On Tuesday, Prime Minister Justin Trudeau announced that the Canada Emergency Response Benefit, or CERB, is being extended for another two months. The move was necessary. It is also problematic.
It was necessary because, as the PM told reporters, “the reality is that even as we start to reopen, a lot of people still need this support to pay their bills.” The economy is reviving but, even under the most hopeful scenarios, the return to normal will not be instantaneous.
Between February and April, the number of employed Canadians fell from 19.2-million to 16.2-million. And many who were not laid off saw their hours cut; as a result, according to a C.D. Howe Institute study, between February and April Canada saw a 32-per-cent decline in hours worked.
As of June 4, the federal government had spent $43.5-billion on CERB payments. But the program, which gives $2,000 a month to most Canadians who cannot work or cannot find work, was initially designed to run for only four months.
The earliest applicants are scheduled to see their payments end in July, by which time the economy and the job market will still be far from full recovery.
What’s more, the people hardest hit by the pandemic recession are the least financially secure, namely low-wage service-industry workers.
There was no way Ottawa could have allowed CERB to simply end in July, without a replacement or an extension.
Too many jobless Canadians still need some kind of income support. And the economy needs something to backfill these Canadians’ regular consumer spending. Every person’s spending is somebody else’s income, giving money to the unemployed, and allowing them to continue paying rent and buying groceries, which in turn helps to keep the economy turning, and other Canadians employed.
In the face of a pandemic-induced economic lockdown, something like CERB was necessary. But how long will CERB be necessary? Should it be redesigned? And is it discouraging people from working? Those are tougher questions.
As any economist with seven years of higher education can tell you, and as any person with two seconds worth of common sense can confirm, incentives matter. If someone can receive as much money for working as not working, that’s an incentive to not work. The CERB payment is $500 a week; assuming a 35-hour week, that’s more than the minimum wage in eight provinces.
And while a person collecting CERB is allowed to work, they lose CERB if they earn more than $1,000 a month. So someone working part-time at minimum wage, who accepts a move to full-time, could actually end up with less money in their pocket.
If someone declines work under those conditions, it isn’t because they’re lazy or irresponsible. It just shows that they’ve got a grasp on their own financial arithmetic.
As for employers, some have reported that, despite unemployment being at record levels, they’re having trouble finding staff and filling shifts.
The CERB obviously isn’t the cause of the massive gap in the job market, but if its incentives are putting even a small barrier in the way of a return to work, that’s a problem. And there are two ways of addressing it: We’ll call them Get Tough, or Be Generous.

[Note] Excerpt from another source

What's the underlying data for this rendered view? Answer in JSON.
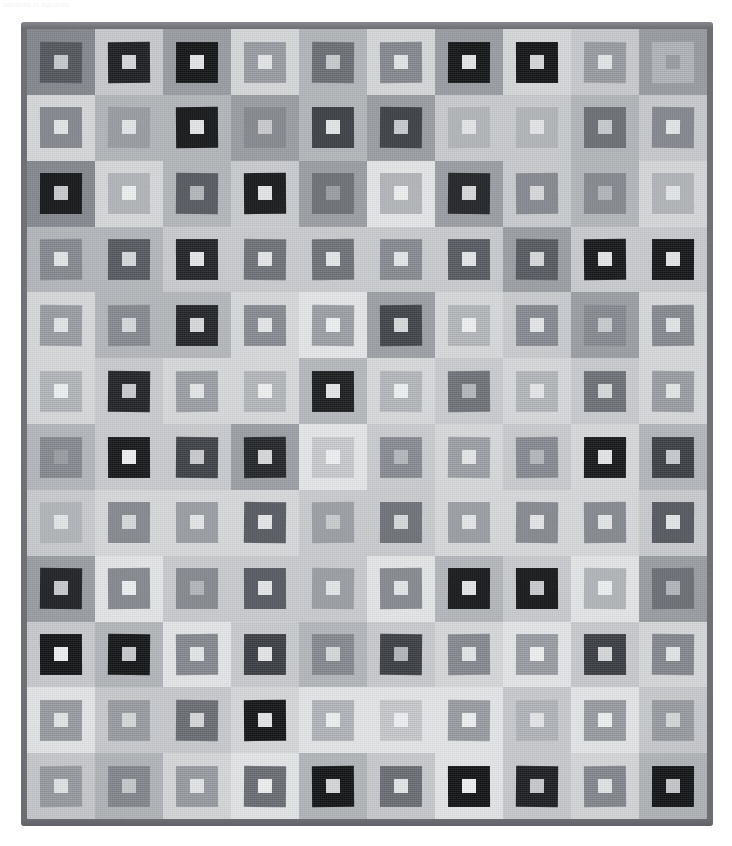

Get Tough involves simply ending the CERB. That would certainly provide a very strong incentive – desperation, really – to look for work. Problem: The state of the economy today is such that many people will not find work in the coming months, through no fault of their own.
Be Generous involves redesigning the CERB to fix those flawed incentives. Conservative MP Dan Albas has proposed that, instead of clawing back 100 per cent of CERB payments to anyone who gets a job paying more than $1,000 a month, recipients should be allowed to keep 50 cents of CERB for every dollar of job earnings. That 50 per cent rule is in place for people receiving Employment Insurance. It rewards those who find a job, rather than penalize them.
The decision to extend the CERB’s life by eight weeks means it’s already time to start thinking about what comes next. Ideally, CERB should be wound down and replaced by a stronger and broader EI system. EI currently has overly tough eligibility rules, such that a high proportion of the unemployed don’t qualify – which is why CERB had to be created in the first place.